The Peopling of California in Pacific Context: Parallels, Connections, Political and Cultural Consequences

Saturday, January 7, 2017: 10:50 AM
Room 503 (Colorado Convention Center)
Edward R. Dickinson, University of California, Davis
California today is among the most diverse societies in the world, with a foreign-born population of around 27 percent. Australia and New Zealand have foreign-born populations almost as high; few nations rival these societies in diversity. There is a simple reason: all three societies were conquered and settled in similar ways, often by similar groups, sometimes literally by the same people, and with funding largely from the same Scottish and English banks.

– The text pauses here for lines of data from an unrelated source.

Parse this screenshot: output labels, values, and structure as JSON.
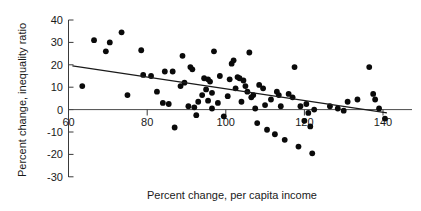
{
  "chart_data": {
    "type": "scatter",
    "title": "",
    "xlabel": "Percent change, per capita income",
    "ylabel": "Percent change, inequality ratio",
    "xlim": [
      58,
      143
    ],
    "ylim": [
      -30,
      40
    ],
    "xticks": [
      60,
      80,
      100,
      120,
      140
    ],
    "xtick_labels": [
      "60",
      "80",
      "100",
      "120",
      "140"
    ],
    "yticks": [
      -30,
      -20,
      -10,
      0,
      10,
      20,
      30,
      40
    ],
    "ytick_labels": [
      "-30",
      "-20",
      "-10",
      "0",
      "10",
      "20",
      "30",
      "40"
    ],
    "grid": false,
    "legend": null,
    "marker": "filled-circle",
    "marker_color": "#0a0a0a",
    "marker_size": 5,
    "trendline": {
      "type": "linear",
      "x_start": 61,
      "y_start": 19.5,
      "x_end": 141,
      "y_end": -1.5,
      "color": "#1a1a1a"
    },
    "points": [
      [
        63.5,
        10.5
      ],
      [
        66.5,
        31.0
      ],
      [
        69.5,
        26.0
      ],
      [
        70.5,
        30.0
      ],
      [
        73.5,
        34.5
      ],
      [
        75.0,
        6.5
      ],
      [
        78.5,
        26.5
      ],
      [
        79.0,
        15.5
      ],
      [
        81.0,
        15.0
      ],
      [
        82.5,
        8.0
      ],
      [
        84.0,
        3.0
      ],
      [
        84.5,
        17.0
      ],
      [
        85.5,
        2.5
      ],
      [
        86.5,
        17.0
      ],
      [
        87.0,
        -8.0
      ],
      [
        88.5,
        10.5
      ],
      [
        89.0,
        24.0
      ],
      [
        89.5,
        12.0
      ],
      [
        90.5,
        1.5
      ],
      [
        91.0,
        19.0
      ],
      [
        91.5,
        18.0
      ],
      [
        92.0,
        1.0
      ],
      [
        92.5,
        -2.5
      ],
      [
        93.0,
        3.5
      ],
      [
        94.0,
        6.5
      ],
      [
        94.5,
        14.0
      ],
      [
        95.0,
        9.0
      ],
      [
        95.5,
        13.5
      ],
      [
        95.5,
        4.0
      ],
      [
        96.0,
        12.5
      ],
      [
        96.5,
        0.5
      ],
      [
        96.5,
        7.5
      ],
      [
        97.0,
        26.0
      ],
      [
        98.0,
        3.0
      ],
      [
        98.5,
        15.0
      ],
      [
        99.5,
        -3.0
      ],
      [
        100.5,
        6.0
      ],
      [
        101.0,
        13.5
      ],
      [
        101.5,
        20.5
      ],
      [
        102.0,
        22.0
      ],
      [
        102.5,
        9.5
      ],
      [
        103.0,
        14.5
      ],
      [
        103.5,
        14.0
      ],
      [
        104.0,
        3.5
      ],
      [
        104.5,
        13.0
      ],
      [
        105.0,
        10.5
      ],
      [
        105.5,
        8.0
      ],
      [
        106.0,
        25.5
      ],
      [
        106.5,
        5.5
      ],
      [
        107.0,
        6.5
      ],
      [
        107.5,
        0.5
      ],
      [
        108.0,
        -6.0
      ],
      [
        108.5,
        11.0
      ],
      [
        109.5,
        9.5
      ],
      [
        110.0,
        2.0
      ],
      [
        110.5,
        -9.0
      ],
      [
        111.5,
        4.5
      ],
      [
        112.5,
        -11.0
      ],
      [
        113.0,
        8.0
      ],
      [
        113.5,
        6.5
      ],
      [
        114.0,
        1.5
      ],
      [
        115.0,
        -13.5
      ],
      [
        116.0,
        7.0
      ],
      [
        117.0,
        5.5
      ],
      [
        117.5,
        19.0
      ],
      [
        118.5,
        -16.5
      ],
      [
        119.0,
        1.5
      ],
      [
        120.0,
        -5.0
      ],
      [
        120.5,
        2.5
      ],
      [
        121.0,
        -1.5
      ],
      [
        121.5,
        -7.5
      ],
      [
        122.0,
        -19.5
      ],
      [
        122.5,
        0.0
      ],
      [
        126.5,
        1.5
      ],
      [
        128.5,
        0.5
      ],
      [
        130.0,
        -0.5
      ],
      [
        131.0,
        3.5
      ],
      [
        133.5,
        4.5
      ],
      [
        136.5,
        19.0
      ],
      [
        137.5,
        7.0
      ],
      [
        138.0,
        4.5
      ],
      [
        139.0,
        0.5
      ],
      [
        140.5,
        -4.0
      ]
    ]
  },
  "axes": {
    "x_axis_title": "Percent change, per capita income",
    "y_axis_title": "Percent change, inequality ratio"
  }
}
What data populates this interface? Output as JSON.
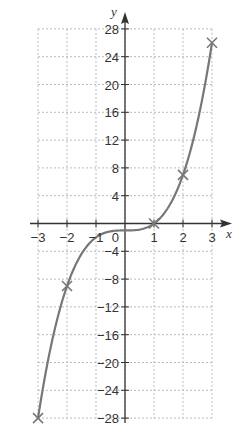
{
  "chart_data": {
    "type": "line",
    "title": "",
    "function": "y = x^3 - 1",
    "xlabel": "x",
    "ylabel": "y",
    "xlim": [
      -3,
      3
    ],
    "ylim": [
      -28,
      28
    ],
    "grid": true,
    "x_ticks": [
      -3,
      -2,
      -1,
      0,
      1,
      2,
      3
    ],
    "x_tick_labels": [
      "−3",
      "−2",
      "−1",
      "0",
      "1",
      "2",
      "3"
    ],
    "y_ticks": [
      28,
      24,
      20,
      16,
      12,
      8,
      4,
      -4,
      -8,
      -12,
      -16,
      -20,
      -24,
      -28
    ],
    "y_tick_labels": [
      "28",
      "24",
      "20",
      "16",
      "12",
      "8",
      "4",
      "−4",
      "−8",
      "−12",
      "−16",
      "−20",
      "−24",
      "−28"
    ],
    "origin_label": "0",
    "series": [
      {
        "name": "curve",
        "x": [
          -3,
          -2,
          -1,
          0,
          1,
          2,
          3
        ],
        "y": [
          -28,
          -9,
          -2,
          -1,
          0,
          7,
          26
        ]
      }
    ],
    "markers": {
      "symbol": "x",
      "points": [
        {
          "x": -3,
          "y": -28
        },
        {
          "x": -2,
          "y": -9
        },
        {
          "x": 1,
          "y": 0
        },
        {
          "x": 2,
          "y": 7
        },
        {
          "x": 3,
          "y": 26
        }
      ]
    },
    "colors": {
      "curve": "#777777",
      "axes": "#333333",
      "grid": "#bbbbbb"
    }
  }
}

In all three cases, indigenous populations were nearly obliterated by genocidal campaigns using virtually the same methods, and pursuing the same aims, in the middle third of the nineteenth century. In all three, the late nineteenth century saw a surge of settlement in which private and public labor recruiters sought to match population groups with particular skills to particular resources—Irish and Basque sheep herders to arid sheep country, Chinese and Welsh miners to goldfields, Italian wine-makers to rich volcanic hill country, Portuguese and Amalfitan fishermen to rocky coasts, Japanese horticulturalists to rich alluvial valleys, and so on. Finally, after adopting discriminatory legislation against Asian immigrants between 1882 and 1926, in the last quarter of the twentieth century all three societies aggressively recruited well-educated labor and entrepreneurial talent from the highly innovative and economically expanding societies of Asia. This presentation will offer suggestions of topics, texts, and images for reconceptualizing the long-term population history of California as part of a focused, self-conscious, and often coordinated regional development effort in the Pacific Basin.